Science Projects And Inventions

Vernier Scale

"There are... fixed boundaries, beyond and about which that which is right cannot exist."
Horace, Satires, Book 1 (35 B.C.E.)
Vernier callipers are a sliding, adjustable-jaw device for measuring distances of a few centimeters to an accuracy of 0.01 centimeters. A main (ruler) scale is marked off with 0.1 centimeter divisions. Sliding parallel and alongside the main scale is a much smaller vernier scale on which ten divisions are equally spaced over 0.9 centimeters of the main scale. To subdivide the 0.1 centimeter division on the main scale into ten, the user has to select the nearest vernier division that is in line with one of the main scale divisions.
The scale was invented by French scientist and engineer Pierre Vernier (1580-1637), and the details were published in his 1631 book, La Construction, I'usage, et les proprietes du quadrant nouveau de mathematiques (The Construction, Uses, and Properties of a New Mathematical Quadrant), published in Brussels. Vernier was interested in cartography and surveying, and his vernier was first used on the circular scale of a quadrant theodolite. The scale enabled angles to be measured with ease to an accuracy of one minute of arc (one-sixtieth of a degree). Unfortunately, dividing a circular scale into an equal number of uniform degrees was a matter of considerable complexity and vernier scales did not become a common adjunct to angle-measuring devices such as telescopes and theodolites until the early nineteenth century.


* [Task] Would you reproduce each line below exactly, leaving every picture out?

==========

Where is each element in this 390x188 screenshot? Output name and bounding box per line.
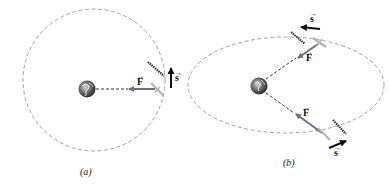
vector-arrow-icon: →	[334, 143, 338, 153]
panel-a	[23, 9, 171, 151]
caption-a: (a)	[80, 166, 92, 177]
force-label-b-bottom: → F	[303, 108, 309, 118]
satellite-bottom-icon	[318, 128, 330, 140]
displacement-label-a: → s	[175, 73, 179, 83]
displacement-label-b-top: → s	[310, 14, 314, 24]
vector-arrow-icon: →	[306, 48, 312, 58]
earth-icon	[79, 81, 96, 98]
vector-arrow-icon: →	[310, 9, 314, 19]
panel-b	[188, 27, 384, 148]
caption-b: (b)	[283, 157, 295, 168]
force-label-a: → F	[137, 77, 143, 87]
displacement-arrow-top	[301, 27, 320, 29]
satellite-next-icon	[148, 62, 164, 76]
satellite-bottom-next-icon	[333, 120, 346, 134]
orbit-diagram	[0, 0, 390, 188]
earth-icon	[251, 78, 268, 95]
radius-line-top	[266, 58, 296, 79]
displacement-label-b-bottom: → s	[334, 148, 338, 158]
vector-arrow-icon: →	[137, 72, 143, 82]
radius-line-bottom	[266, 93, 294, 113]
elliptical-orbit	[188, 37, 384, 133]
vector-arrow-icon: →	[175, 68, 179, 78]
force-label-b-top: → F	[306, 53, 312, 63]
vector-arrow-icon: →	[303, 103, 309, 113]
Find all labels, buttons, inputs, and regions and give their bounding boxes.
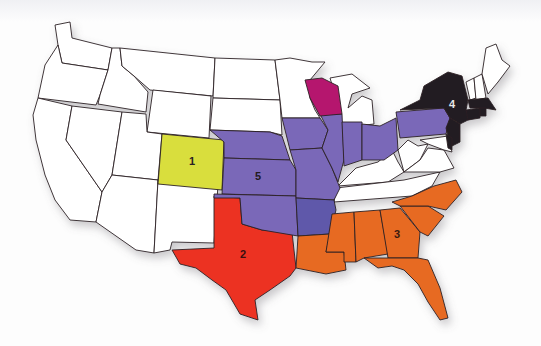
state-wyoming bbox=[147, 90, 211, 138]
map-page: 1 2 3 4 5 bbox=[0, 0, 541, 346]
state-new-mexico bbox=[154, 180, 218, 253]
state-connecticut bbox=[466, 108, 480, 120]
state-ohio bbox=[362, 118, 398, 160]
region-label-4: 4 bbox=[449, 98, 456, 110]
state-indiana bbox=[342, 122, 362, 166]
region-label-2: 2 bbox=[240, 248, 246, 260]
state-north-dakota bbox=[213, 58, 280, 100]
state-maine bbox=[482, 44, 510, 94]
state-florida bbox=[364, 258, 448, 320]
state-pennsylvania bbox=[396, 108, 450, 138]
state-iowa bbox=[282, 118, 328, 150]
us-region-map: 1 2 3 4 5 bbox=[0, 0, 541, 346]
state-arizona bbox=[96, 175, 158, 253]
state-rhode-island bbox=[480, 108, 486, 116]
state-south-dakota bbox=[210, 98, 282, 135]
region-label-3: 3 bbox=[394, 228, 400, 240]
region-label-1: 1 bbox=[189, 155, 195, 167]
region-label-5: 5 bbox=[255, 170, 261, 182]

==========

* [Result of this exercise]
Where is each element in this 390x188 screenshot? Output name and bounding box per line.
vector-arrow-icon: →	[334, 143, 338, 153]
panel-a	[23, 9, 171, 151]
caption-a: (a)	[80, 166, 92, 177]
force-label-b-bottom: → F	[303, 108, 309, 118]
satellite-bottom-icon	[318, 128, 330, 140]
displacement-label-a: → s	[175, 73, 179, 83]
displacement-label-b-top: → s	[310, 14, 314, 24]
vector-arrow-icon: →	[306, 48, 312, 58]
earth-icon	[79, 81, 96, 98]
vector-arrow-icon: →	[310, 9, 314, 19]
panel-b	[188, 27, 384, 148]
caption-b: (b)	[283, 157, 295, 168]
force-label-a: → F	[137, 77, 143, 87]
displacement-arrow-top	[301, 27, 320, 29]
satellite-next-icon	[148, 62, 164, 76]
satellite-bottom-next-icon	[333, 120, 346, 134]
orbit-diagram	[0, 0, 390, 188]
earth-icon	[251, 78, 268, 95]
radius-line-top	[266, 58, 296, 79]
displacement-label-b-bottom: → s	[334, 148, 338, 158]
vector-arrow-icon: →	[137, 72, 143, 82]
radius-line-bottom	[266, 93, 294, 113]
elliptical-orbit	[188, 37, 384, 133]
vector-arrow-icon: →	[175, 68, 179, 78]
force-label-b-top: → F	[306, 53, 312, 63]
vector-arrow-icon: →	[303, 103, 309, 113]
Find all labels, buttons, inputs, and regions and give their bounding boxes.
state-wyoming bbox=[147, 90, 211, 138]
map-page: 1 2 3 4 5 bbox=[0, 0, 541, 346]
state-new-mexico bbox=[154, 180, 218, 253]
state-connecticut bbox=[466, 108, 480, 120]
state-ohio bbox=[362, 118, 398, 160]
region-label-4: 4 bbox=[449, 98, 456, 110]
state-indiana bbox=[342, 122, 362, 166]
region-label-2: 2 bbox=[240, 248, 246, 260]
state-north-dakota bbox=[213, 58, 280, 100]
state-maine bbox=[482, 44, 510, 94]
state-florida bbox=[364, 258, 448, 320]
state-pennsylvania bbox=[396, 108, 450, 138]
state-iowa bbox=[282, 118, 328, 150]
us-region-map: 1 2 3 4 5 bbox=[0, 0, 541, 346]
state-arizona bbox=[96, 175, 158, 253]
state-rhode-island bbox=[480, 108, 486, 116]
state-south-dakota bbox=[210, 98, 282, 135]
region-label-3: 3 bbox=[394, 228, 400, 240]
region-label-1: 1 bbox=[189, 155, 195, 167]
region-label-5: 5 bbox=[255, 170, 261, 182]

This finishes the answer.